### [Stored records]
# # # # # # #
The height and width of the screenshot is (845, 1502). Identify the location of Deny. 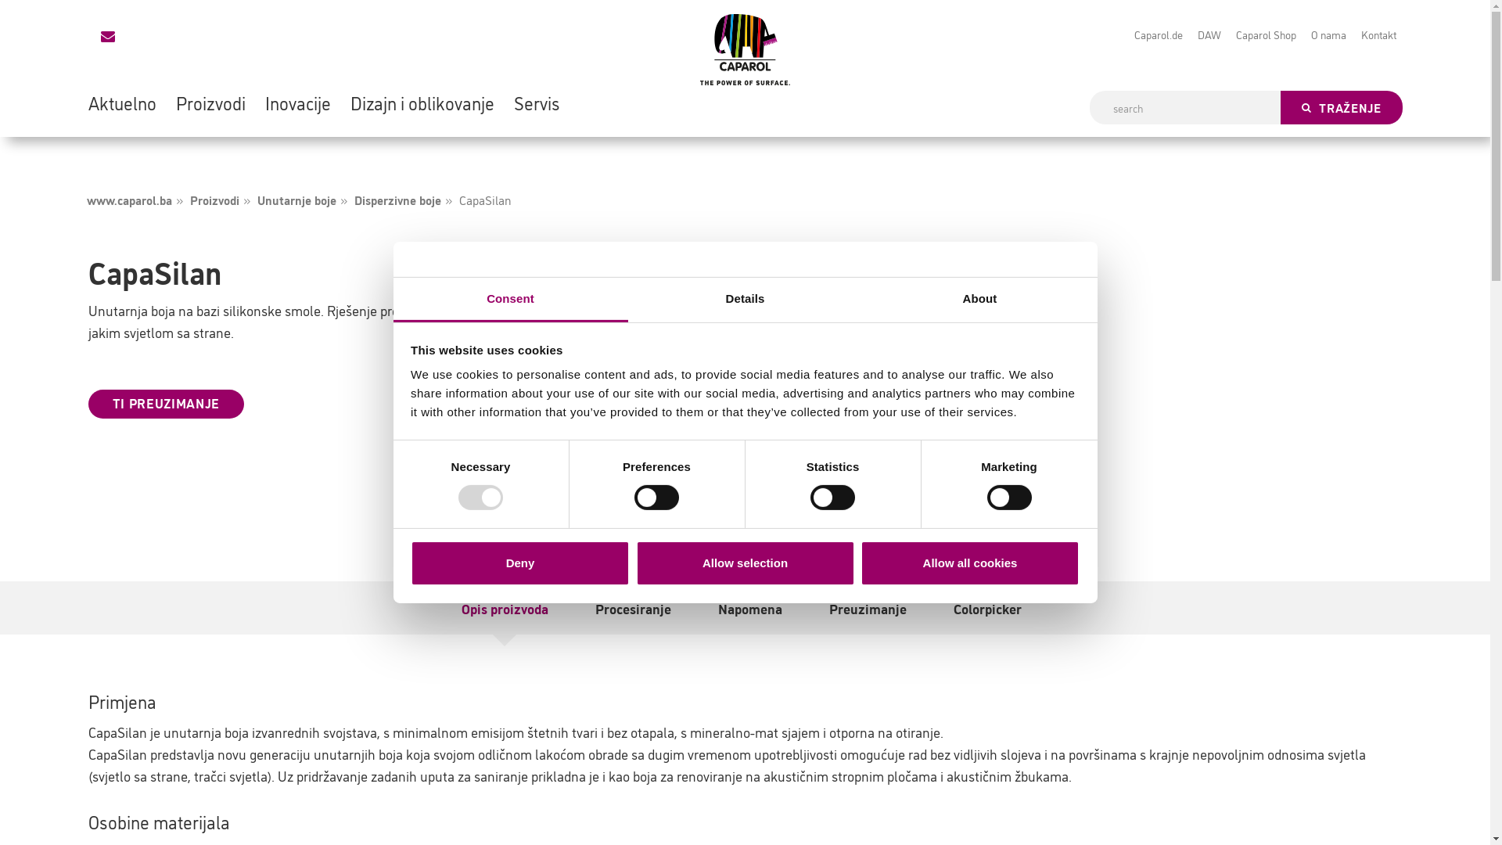
(520, 563).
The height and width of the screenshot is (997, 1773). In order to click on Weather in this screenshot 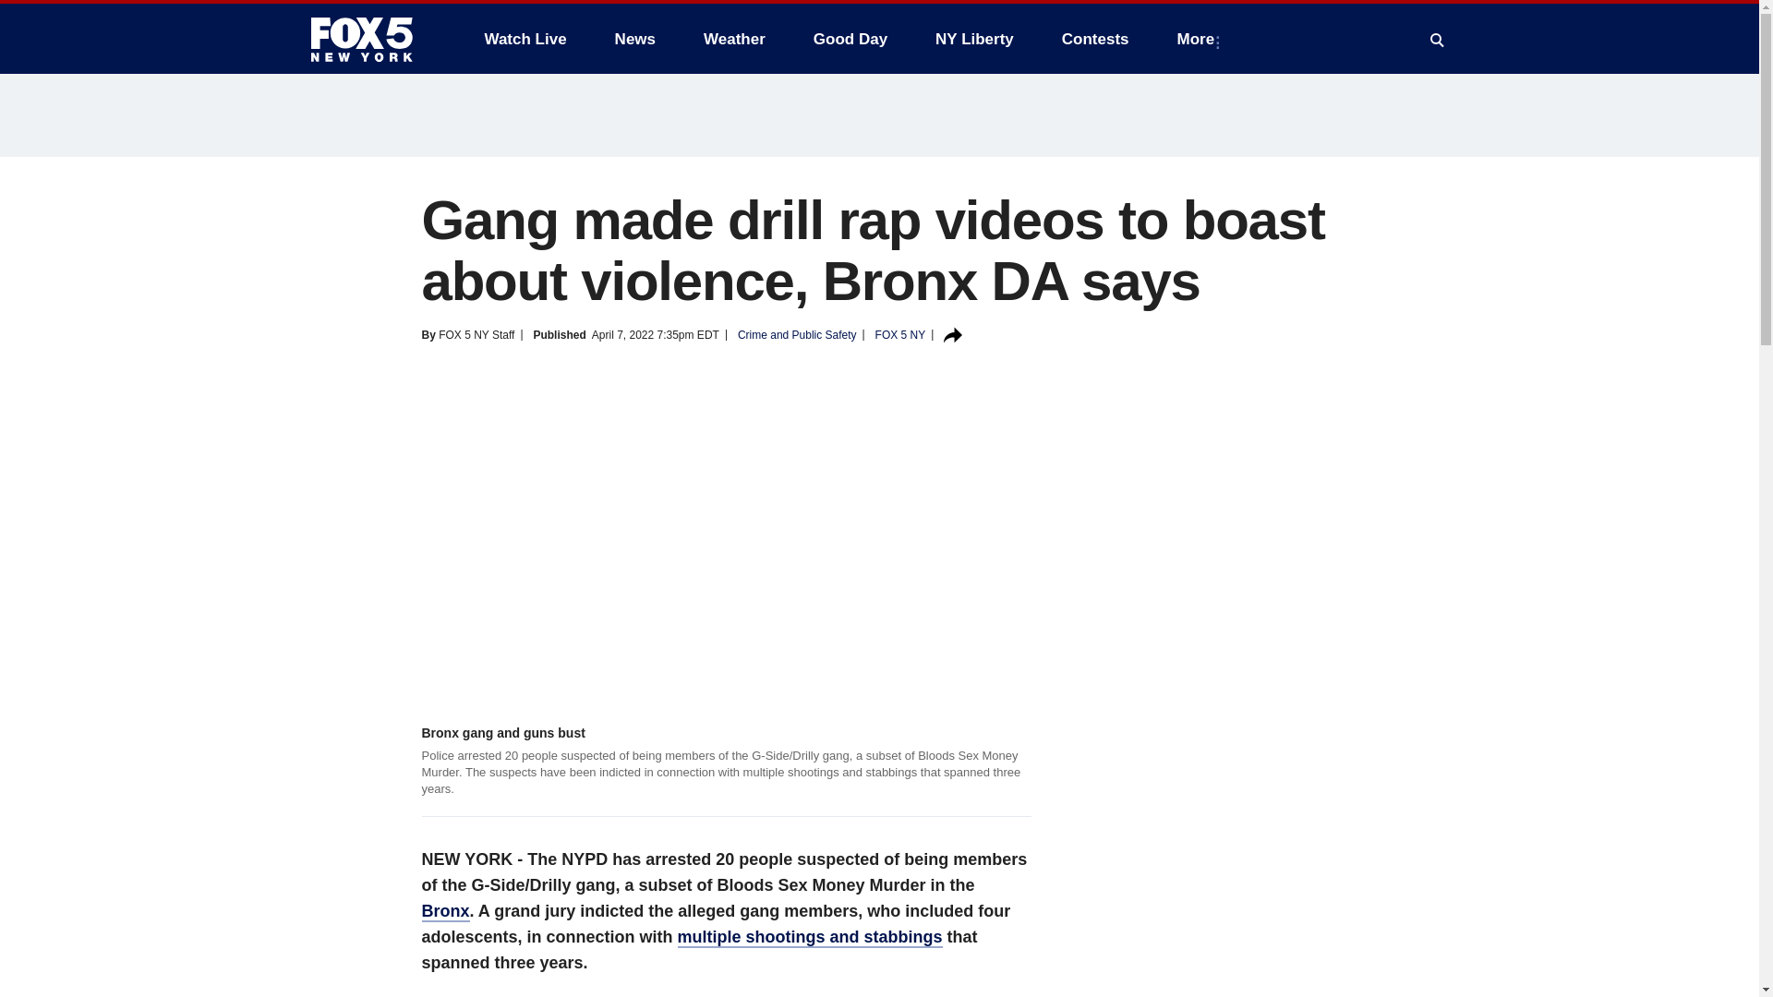, I will do `click(734, 39)`.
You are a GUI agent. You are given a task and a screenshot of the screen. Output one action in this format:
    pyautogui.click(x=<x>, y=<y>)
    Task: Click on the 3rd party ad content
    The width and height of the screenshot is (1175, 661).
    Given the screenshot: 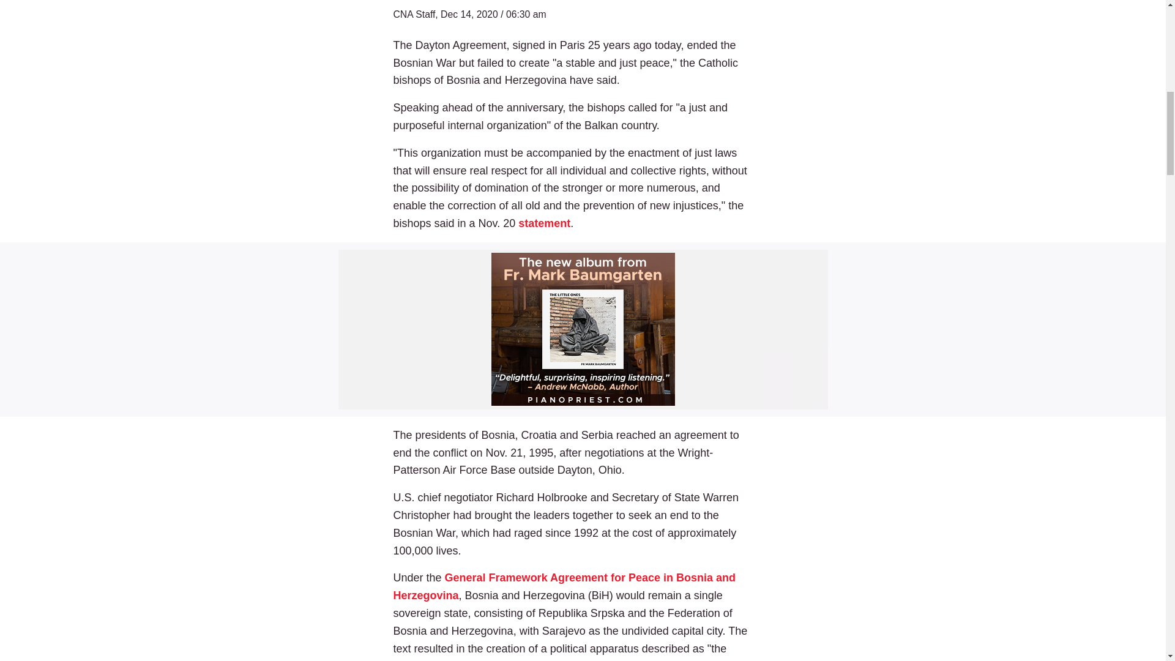 What is the action you would take?
    pyautogui.click(x=583, y=329)
    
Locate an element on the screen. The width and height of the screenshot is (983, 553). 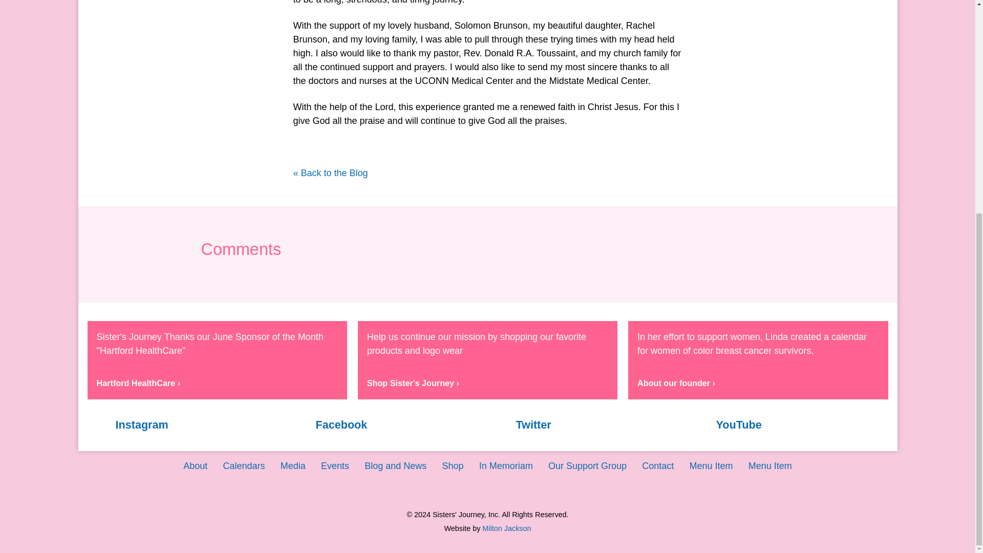
Facebook is located at coordinates (388, 425).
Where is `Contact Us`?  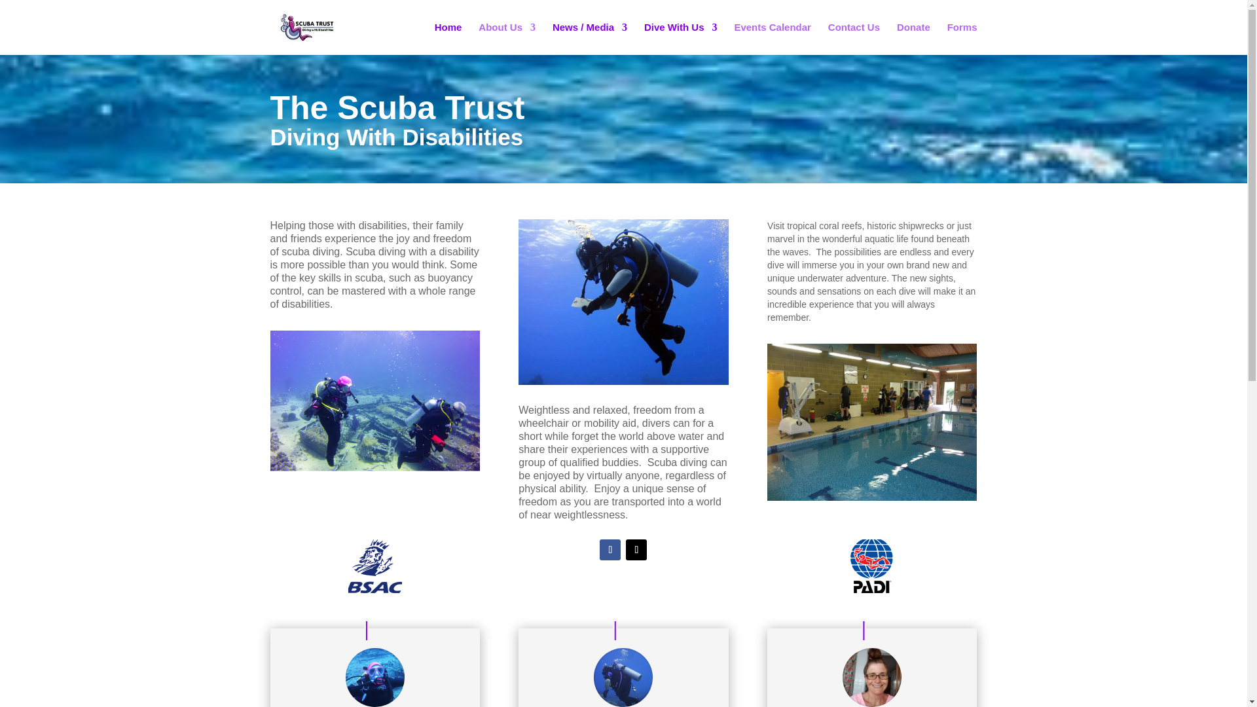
# # # # # # #
The answer is the run of lines from the one with "Locate an element" through the final line of the data, copied exactly, and nothing else; no pictures.

### [Result of the task]
Locate an element on the screen. The width and height of the screenshot is (983, 553). 
Facebook is located at coordinates (388, 425).
Where is `Contact Us`?  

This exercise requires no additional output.